Showing 1 - 10 of 1,681
SOEP for West Germany, and the PSID for the USA, a factor decomposition method described by Shorrocks (1982) is applied … contribution to overall inequality in relation to its share in disposable income. This applies to Germany and the USA in particular …
Persistent link: https://www.econbiz.de/10003716531
, Canada, Germany, New Zealand, Sweden, Switzerland, UK and USA. Results indicate that for almost all countries immigrants …
Persistent link: https://www.econbiz.de/10003652710
This paper compares the poverty reduction impact of income sources, taxes and transfers across five OECD countries. Since the estimation of that impact can depend on the order in which the various income sources are introduced into the analysis, it is done by using the Shapley value. Estimates...
Persistent link: https://www.econbiz.de/10003777874
We review the empirical literature about the implications of the computerization of the labor market to see whether it can explain observed computer adoption patterns and (long-term) changes in the wage structure. Evidence from empirical micro studies turns out to be inconsistent with macro...
Persistent link: https://www.econbiz.de/10003771543
In most industrialized countries, more people than ever are having to cope with the burden of caring for elderly parents. This paper formulates a model to explain how parental care responsibilities and family structure interact children's mobility characteristics. A key insight we obtain is that...
Persistent link: https://www.econbiz.de/10003283065
workers in Germany, firms have incentives to invest relatively more into capital equipment complementary to unskilled workers … evidence consistent with this view based on an industry panel for West Germany and the US between the 1970s and 1990s.
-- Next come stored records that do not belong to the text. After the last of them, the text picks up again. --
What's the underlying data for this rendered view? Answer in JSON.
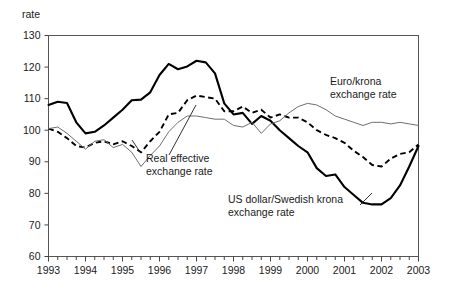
{
  "chart_data": {
    "type": "line",
    "title": "",
    "ylabel": "rate",
    "xlabel": "",
    "ylim": [
      60,
      130
    ],
    "yticks": [
      60,
      70,
      80,
      90,
      100,
      110,
      120,
      130
    ],
    "xlim": [
      1993,
      2003
    ],
    "xticks": [
      1993,
      1994,
      1995,
      1996,
      1997,
      1998,
      1999,
      2000,
      2001,
      2002,
      2003
    ],
    "xtick_labels": [
      "1993",
      "1994",
      "1995",
      "1996",
      "1997",
      "1998",
      "1999",
      "2000",
      "2001",
      "2002",
      "2003"
    ],
    "minor_tick_interval_years": 0.25,
    "grid": false,
    "legend": "annotations-inline",
    "series": [
      {
        "name": "US dollar/Swedish krona exchange rate",
        "style": "solid-bold",
        "x": [
          1993.0,
          1993.25,
          1993.5,
          1993.75,
          1994.0,
          1994.25,
          1994.5,
          1994.75,
          1995.0,
          1995.25,
          1995.5,
          1995.75,
          1996.0,
          1996.25,
          1996.5,
          1996.75,
          1997.0,
          1997.25,
          1997.5,
          1997.75,
          1998.0,
          1998.25,
          1998.5,
          1998.75,
          1999.0,
          1999.25,
          1999.5,
          1999.75,
          2000.0,
          2000.25,
          2000.5,
          2000.75,
          2001.0,
          2001.25,
          2001.5,
          2001.75,
          2002.0,
          2002.25,
          2002.5,
          2002.75,
          2003.0
        ],
        "y": [
          108.0,
          109.0,
          108.6,
          102.5,
          99.0,
          99.5,
          101.5,
          104.0,
          106.5,
          109.5,
          109.7,
          112.0,
          117.5,
          121.0,
          119.3,
          120.2,
          122.0,
          121.5,
          118.0,
          108.5,
          105.0,
          105.5,
          102.0,
          104.5,
          103.0,
          100.0,
          97.5,
          95.0,
          93.0,
          88.0,
          85.5,
          86.0,
          82.0,
          79.5,
          77.0,
          76.5,
          76.5,
          78.5,
          82.5,
          88.5,
          95.0
        ]
      },
      {
        "name": "Real effective exchange rate",
        "style": "dashed",
        "x": [
          1993.0,
          1993.25,
          1993.5,
          1993.75,
          1994.0,
          1994.25,
          1994.5,
          1994.75,
          1995.0,
          1995.25,
          1995.5,
          1995.75,
          1996.0,
          1996.25,
          1996.5,
          1996.75,
          1997.0,
          1997.25,
          1997.5,
          1997.75,
          1998.0,
          1998.25,
          1998.5,
          1998.75,
          1999.0,
          1999.25,
          1999.5,
          1999.75,
          2000.0,
          2000.25,
          2000.5,
          2000.75,
          2001.0,
          2001.25,
          2001.5,
          2001.75,
          2002.0,
          2002.25,
          2002.5,
          2002.75,
          2003.0
        ],
        "y": [
          100.5,
          99.5,
          97.5,
          95.0,
          94.5,
          96.0,
          96.5,
          95.5,
          96.5,
          95.0,
          93.0,
          96.5,
          99.5,
          105.0,
          105.5,
          109.5,
          111.0,
          110.5,
          110.0,
          106.0,
          106.0,
          107.5,
          105.5,
          106.5,
          104.0,
          105.0,
          104.0,
          104.0,
          102.5,
          100.0,
          98.5,
          97.5,
          96.0,
          93.5,
          91.5,
          89.0,
          88.5,
          91.0,
          92.5,
          93.0,
          95.5
        ]
      },
      {
        "name": "Euro/krona exchange rate",
        "style": "thin",
        "x": [
          1993.0,
          1993.25,
          1993.5,
          1993.75,
          1994.0,
          1994.25,
          1994.5,
          1994.75,
          1995.0,
          1995.25,
          1995.5,
          1995.75,
          1996.0,
          1996.25,
          1996.5,
          1996.75,
          1997.0,
          1997.25,
          1997.5,
          1997.75,
          1998.0,
          1998.25,
          1998.5,
          1998.75,
          1999.0,
          1999.25,
          1999.5,
          1999.75,
          2000.0,
          2000.25,
          2000.5,
          2000.75,
          2001.0,
          2001.25,
          2001.5,
          2001.75,
          2002.0,
          2002.25,
          2002.5,
          2002.75,
          2003.0
        ],
        "y": [
          100.5,
          101.0,
          99.0,
          96.5,
          94.0,
          96.5,
          97.0,
          94.5,
          95.5,
          93.0,
          88.5,
          92.0,
          95.0,
          99.5,
          102.5,
          104.5,
          104.5,
          104.0,
          103.5,
          103.5,
          101.5,
          101.0,
          102.5,
          99.0,
          102.0,
          103.0,
          105.5,
          107.5,
          108.5,
          108.0,
          106.5,
          104.5,
          103.5,
          102.5,
          101.5,
          102.5,
          102.5,
          102.0,
          102.5,
          102.0,
          101.5
        ]
      }
    ],
    "annotations": [
      {
        "id": "euro-krona-annotation",
        "lines": [
          "Euro/krona",
          "exchange rate"
        ],
        "x": 330,
        "y": 85
      },
      {
        "id": "real-effective-annotation",
        "lines": [
          "Real effective",
          "exchange rate"
        ],
        "x": 146,
        "y": 162
      },
      {
        "id": "us-dollar-annotation",
        "lines": [
          "US dollar/Swedish krona",
          "exchange rate"
        ],
        "x": 228,
        "y": 203
      }
    ],
    "colors": {
      "series_us_dollar": "#000000",
      "series_real_effective": "#000000",
      "series_euro_krona": "#6e6e6e",
      "axis": "#555555",
      "background": "#ffffff"
    }
  }
}
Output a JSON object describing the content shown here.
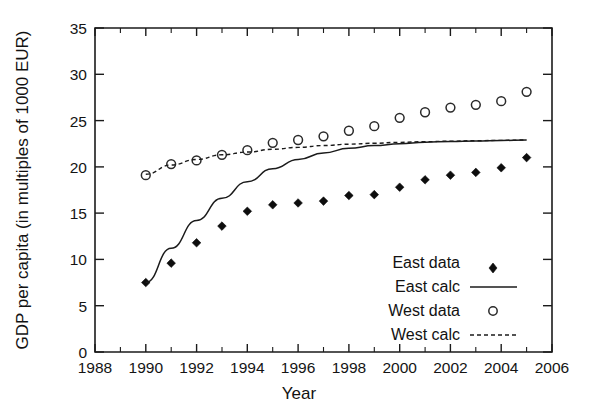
{
  "chart_data": {
    "type": "scatter",
    "title": "",
    "xlabel": "Year",
    "ylabel": "GDP per capita (in multiples of 1000 EUR)",
    "xlim": [
      1988,
      2006
    ],
    "ylim": [
      0,
      35
    ],
    "xticks": [
      1988,
      1990,
      1992,
      1994,
      1996,
      1998,
      2000,
      2002,
      2004,
      2006
    ],
    "yticks": [
      0,
      5,
      10,
      15,
      20,
      25,
      30,
      35
    ],
    "xtick_labels": [
      "1988",
      "1990",
      "1992",
      "1994",
      "1996",
      "1998",
      "2000",
      "2002",
      "2004",
      "2006"
    ],
    "ytick_labels": [
      "0",
      "5",
      "10",
      "15",
      "20",
      "25",
      "30",
      "35"
    ],
    "grid": false,
    "legend_position": "lower right",
    "x": [
      1990,
      1991,
      1992,
      1993,
      1994,
      1995,
      1996,
      1997,
      1998,
      1999,
      2000,
      2001,
      2002,
      2003,
      2004,
      2005
    ],
    "series": [
      {
        "name": "East data",
        "style": "markers",
        "marker": "filled-diamond",
        "values": [
          7.5,
          9.6,
          11.8,
          13.6,
          15.2,
          15.9,
          16.1,
          16.3,
          16.9,
          17.0,
          17.8,
          18.6,
          19.1,
          19.4,
          19.9,
          21.0
        ]
      },
      {
        "name": "East calc",
        "style": "solid-line",
        "marker": "none",
        "values": [
          7.5,
          11.2,
          14.2,
          16.6,
          18.4,
          19.8,
          20.8,
          21.5,
          22.0,
          22.3,
          22.5,
          22.65,
          22.75,
          22.8,
          22.85,
          22.9
        ]
      },
      {
        "name": "West data",
        "style": "markers",
        "marker": "open-circle",
        "values": [
          19.1,
          20.3,
          20.7,
          21.3,
          21.8,
          22.6,
          22.9,
          23.3,
          23.9,
          24.4,
          25.3,
          25.9,
          26.4,
          26.7,
          27.1,
          28.1
        ]
      },
      {
        "name": "West calc",
        "style": "dashed-line",
        "marker": "none",
        "values": [
          19.2,
          20.2,
          20.8,
          21.3,
          21.6,
          21.9,
          22.1,
          22.3,
          22.45,
          22.55,
          22.65,
          22.72,
          22.78,
          22.82,
          22.86,
          22.9
        ]
      }
    ],
    "colors": {
      "east_data": "#0d0d0d",
      "east_calc": "#1b1b1b",
      "west_data": "#2a2a2a",
      "west_calc": "#1b1b1b",
      "axis": "#1b1b1b",
      "background": "#ffffff"
    }
  },
  "legend": {
    "entries": [
      {
        "label": "East data",
        "key": "legend-east-data"
      },
      {
        "label": "East calc",
        "key": "legend-east-calc"
      },
      {
        "label": "West data",
        "key": "legend-west-data"
      },
      {
        "label": "West calc",
        "key": "legend-west-calc"
      }
    ]
  }
}
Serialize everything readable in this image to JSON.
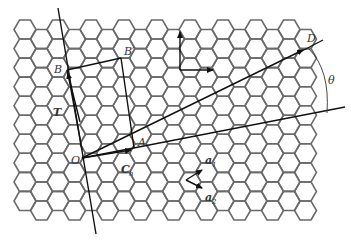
{
  "diagram": {
    "lattice": {
      "type": "honeycomb",
      "hex_orientation": "flat-top",
      "hex_side_px": 11,
      "origin_x": 25,
      "origin_y": 29.5,
      "cols": 18,
      "rows": 11,
      "stroke_color": "#6a6a6a"
    },
    "labels": {
      "O": "O",
      "A": "A",
      "B": "B",
      "B_prime": "B′",
      "D": "D",
      "T": "T",
      "C_h_main": "C",
      "C_h_sub": "h",
      "theta": "θ",
      "x_axis": "x",
      "y_axis": "y",
      "a1_main": "a",
      "a1_sub": "1",
      "a2_main": "a",
      "a2_sub": "2"
    },
    "points": {
      "O": [
        82,
        158
      ],
      "A": [
        134,
        149
      ],
      "B": [
        67,
        70
      ],
      "B_prime": [
        121,
        58
      ],
      "D": [
        305,
        49
      ]
    },
    "colors": {
      "line": "#111111",
      "label": "#333333",
      "background": "#ffffff"
    }
  }
}
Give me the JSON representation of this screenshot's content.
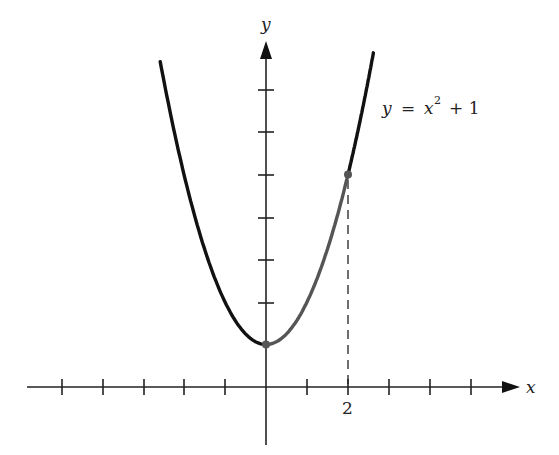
{
  "figure": {
    "x_axis_label": "x",
    "y_axis_label": "y",
    "equation": {
      "lhs": "y",
      "eq": "=",
      "base": "x",
      "exp": "2",
      "rest": "+ 1"
    },
    "x_tick_label": "2",
    "highlight_point": {
      "x": 2,
      "y": 5
    },
    "vertex_point": {
      "x": 0,
      "y": 1
    },
    "colors": {
      "curve": "#111111",
      "highlight": "#555555",
      "axis": "#222222"
    }
  },
  "chart_data": {
    "type": "line",
    "xlabel": "x",
    "ylabel": "y",
    "function": "x^2 + 1",
    "x_ticks": [
      -5,
      -4,
      -3,
      -2,
      -1,
      1,
      2,
      3,
      4,
      5
    ],
    "y_ticks": [
      2,
      3,
      4,
      5,
      6,
      7
    ],
    "labeled_x_ticks": [
      "2"
    ],
    "highlighted_segment": {
      "x_from": 0,
      "x_to": 2
    },
    "marked_points": [
      {
        "x": 0,
        "y": 1
      },
      {
        "x": 2,
        "y": 5
      }
    ],
    "dashed_drop_line": {
      "x": 2,
      "y_from": 0,
      "y_to": 5
    },
    "xlim": [
      -5.9,
      6.2
    ],
    "ylim": [
      -1.2,
      8.5
    ],
    "grid": false
  }
}
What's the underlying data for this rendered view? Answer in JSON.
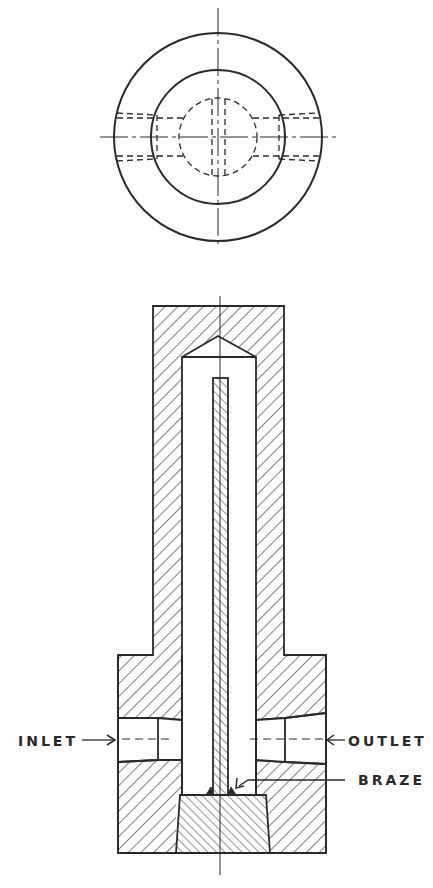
{
  "diagram": {
    "views": [
      {
        "name": "top-view",
        "type": "plan",
        "features": [
          "outer circle",
          "inner circle",
          "hidden bore (dashed)",
          "hidden ports (dashed)",
          "centerlines"
        ]
      },
      {
        "name": "section-view",
        "type": "cross-section",
        "features": [
          "hatched body",
          "conical bore tip",
          "central hatched tube",
          "inlet port",
          "outlet port",
          "plug",
          "braze joints"
        ]
      }
    ],
    "labels": {
      "inlet": "INLET",
      "outlet": "OUTLET",
      "braze": "BRAZE"
    },
    "colors": {
      "line": "#2a2a2a",
      "background": "#ffffff"
    }
  }
}
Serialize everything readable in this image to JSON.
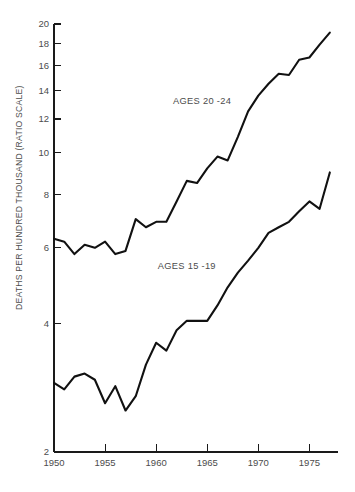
{
  "chart_data": {
    "type": "line",
    "title": "",
    "subtitle": "",
    "xlabel": "",
    "ylabel": "DEATHS PER HUNDRED THOUSAND (RATIO SCALE)",
    "yscale": "log",
    "xscale": "linear",
    "grid": false,
    "legend_position": "inline-annotation",
    "xlim": [
      1950,
      1977.8
    ],
    "ylim": [
      2,
      20
    ],
    "xticks": [
      1950,
      1955,
      1960,
      1965,
      1970,
      1975
    ],
    "xticklabels": [
      "1950",
      "1955",
      "1960",
      "1965",
      "1970",
      "1975"
    ],
    "yticks": [
      2,
      4,
      6,
      8,
      10,
      12,
      14,
      16,
      18,
      20
    ],
    "yticklabels": [
      "2",
      "4",
      "6",
      "8",
      "10",
      "12",
      "14",
      "16",
      "18",
      "20"
    ],
    "x": [
      1950,
      1951,
      1952,
      1953,
      1954,
      1955,
      1956,
      1957,
      1958,
      1959,
      1960,
      1961,
      1962,
      1963,
      1964,
      1965,
      1966,
      1967,
      1968,
      1969,
      1970,
      1971,
      1972,
      1973,
      1974,
      1975,
      1976,
      1977
    ],
    "series": [
      {
        "name": "AGES 20 -24",
        "label": "AGES 20 -24",
        "color": "#111111",
        "label_x": 1964.5,
        "label_y": 13.0,
        "values": [
          6.3,
          6.2,
          5.8,
          6.1,
          6.0,
          6.2,
          5.8,
          5.9,
          7.0,
          6.7,
          6.9,
          6.9,
          7.7,
          8.6,
          8.5,
          9.2,
          9.8,
          9.6,
          10.9,
          12.5,
          13.6,
          14.5,
          15.3,
          15.2,
          16.5,
          16.7,
          17.9,
          19.1
        ]
      },
      {
        "name": "AGES 15 -19",
        "label": "AGES 15 -19",
        "color": "#111111",
        "label_x": 1963.0,
        "label_y": 5.35,
        "values": [
          2.9,
          2.8,
          3.0,
          3.05,
          2.95,
          2.6,
          2.85,
          2.5,
          2.7,
          3.2,
          3.6,
          3.45,
          3.85,
          4.05,
          4.05,
          4.05,
          4.4,
          4.85,
          5.25,
          5.6,
          6.0,
          6.5,
          6.7,
          6.9,
          7.3,
          7.7,
          7.4,
          9.0
        ]
      }
    ],
    "annotations": []
  },
  "axis": {
    "y_title": "DEATHS PER HUNDRED THOUSAND (RATIO SCALE)"
  }
}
We show … that capital equipment per worker is less positively associated with the wage differential in West Germany than in the US …
Persistent link: https://www.econbiz.de/10003304679
This paper quantifies the economic well-being of different age groups and the extent of their reliance on incomes from public and private sources. The aim is to establish how social benefits, and the taxes needed to finance them, affect income levels and disparities across different age groups....
Persistent link: https://www.econbiz.de/10003335455
principles, instruments, target groups and governance in Germany, France, the Netherlands, Switzerland, the United Kingdom, the …
Persistent link: https://www.econbiz.de/10003793501
household-level wage innovations. We draw our inference from household panel data sets for the US, the UK, and Germany. First …, but with increments being smaller in the European data. Third, we find that wage risk is procyclical in Germany while it …
Persistent link: https://www.econbiz.de/10003896465
Based on a sample of 467 asset managers from four countries we robustly find that women manage smaller funds than men, despite tough competition in this industry. Interestingly, the gender gap exists only for managers of smaller funds, i.e. at the lower end of the hierarchy, as quantile...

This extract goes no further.